You can avoid tunneling using swept shapes, which is the shape extruded along its motion path from beginning to end. A sphere moving becomes a capsule. A triangle moving becomes a tirangular prism.

This is effectively LERP, which means that it falls short when the object is moving along a curved path. However:

  • A convex shape extruded along a curved path creates a new shape that is not necessarily convex.
  • A convex shape that is actively rotating does not necessarily create a convex swept shape either.

Because of the above, it can be very expensive to to calculate intersections for these moving objects using swept shapes.

An alternative approach is called Continuous Collision Detection (CCD). The goal is to find the earliest Time of Impact (TOI) between two moving objects over a given time interval.

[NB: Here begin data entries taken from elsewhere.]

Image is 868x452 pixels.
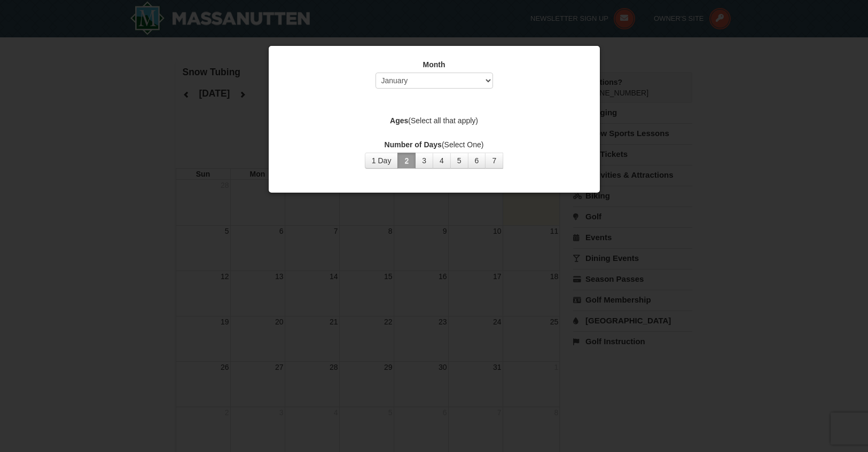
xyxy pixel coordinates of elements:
[282,139,587,150] label: (Select One)
[415,153,434,169] button: 3
[282,115,587,126] label: (Select all that apply)
[390,117,408,125] strong: Ages
[423,60,445,69] strong: Month
[385,141,442,149] strong: Number of Days
[450,153,469,169] button: 5
[468,153,486,169] button: 6
[365,153,398,169] button: 1 Day
[485,153,503,169] button: 7
[398,153,416,169] button: 2
[433,153,451,169] button: 4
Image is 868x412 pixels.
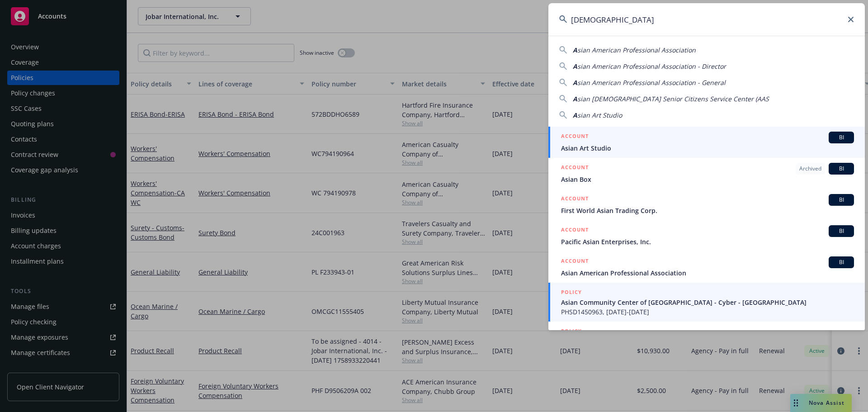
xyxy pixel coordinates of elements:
input: Search... [549,3,864,36]
a: ACCOUNTBIFirst World Asian Trading Corp. [549,189,864,220]
a: ACCOUNTBIAsian Art Studio [549,127,864,157]
h5: POLICY [561,288,582,297]
span: Asian American Professional Association [561,268,854,277]
span: BI [832,196,850,204]
span: Asian Community Center of [GEOGRAPHIC_DATA] - Cyber - [GEOGRAPHIC_DATA] [561,297,854,307]
span: BI [832,164,850,172]
span: A [572,111,578,119]
span: sian American Professional Association [578,45,696,54]
a: ACCOUNTBIPacific Asian Enterprises, Inc. [549,220,864,251]
a: ACCOUNTBIAsian American Professional Association [549,251,864,283]
span: Pacific Asian Enterprises, Inc. [561,237,854,247]
span: sian American Professional Association - General [578,78,725,87]
h5: ACCOUNT [561,131,589,143]
h5: ACCOUNT [561,194,589,205]
span: BI [832,133,850,142]
span: BI [832,227,850,235]
h5: ACCOUNT [561,225,589,236]
span: PHSD1450963, [DATE]-[DATE] [561,307,854,317]
span: Asian Box [561,174,854,184]
h5: ACCOUNT [561,163,589,173]
span: First World Asian Trading Corp. [561,206,854,215]
h5: ACCOUNT [561,256,589,267]
a: POLICYAsian Community Center of [GEOGRAPHIC_DATA] - Cyber - [GEOGRAPHIC_DATA]PHSD1450963, [DATE]-... [549,283,864,321]
span: sian Art Studio [578,111,622,119]
span: A [572,45,578,54]
span: Archived [799,164,822,172]
h5: POLICY [561,326,582,335]
span: A [572,78,578,87]
span: sian [DEMOGRAPHIC_DATA] Senior Citizens Service Center (AAS [578,94,769,103]
a: ACCOUNTArchivedBIAsian Box [549,157,864,189]
span: sian American Professional Association - Director [578,62,726,71]
span: Asian Art Studio [561,143,854,153]
span: A [572,62,578,71]
a: POLICY [549,321,864,360]
span: A [572,94,578,103]
span: BI [832,258,850,266]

This approach basically defines the beginning of the timestep and the end of the timestep then tries to locate the TOI along the timestep using a number of different search algorithms.

Optimizations

Collision detection systems require spatial hashing, spatial subdivision, or hierarchical bounding volumes in order to redue gthe number of intersection tests that must be performed.

  • Temporal coherency, aka frame-to-frame coherency takes advantage of the fact that positions and orientations are usually quite similar from time step to time step. We could cache results across multiple time steps.
  • Spatial Partitioning greatly reduces teh number of collidables to check by dividing the world space into a number of smaller regions. If we can determine that a pair of collidables do not occupy the same region then we don't need to perform intersection tests on them.
    • This can be done with octrees, binary space partitioning trees, kd-trees, sphere trees, etc.
  • A phased approach: broad, mid, narrow.
    • First, gross AABB tests are performed to determine which collidables are potentially intersecting.
      • A common algorithm for this is called the Sweep and Prune, see https://en.wikipedia.org/wiki/Sweep_and_prune
      • Sort the minimum and maximum dimensions of the collidables' AABBs along the three principal axes, then check for overlapping AABBs by traversing the sorted lists.
    • Second, the bounding volumes of compound shapes are tested.
    • Finally, the collidables' individual primitives are tested.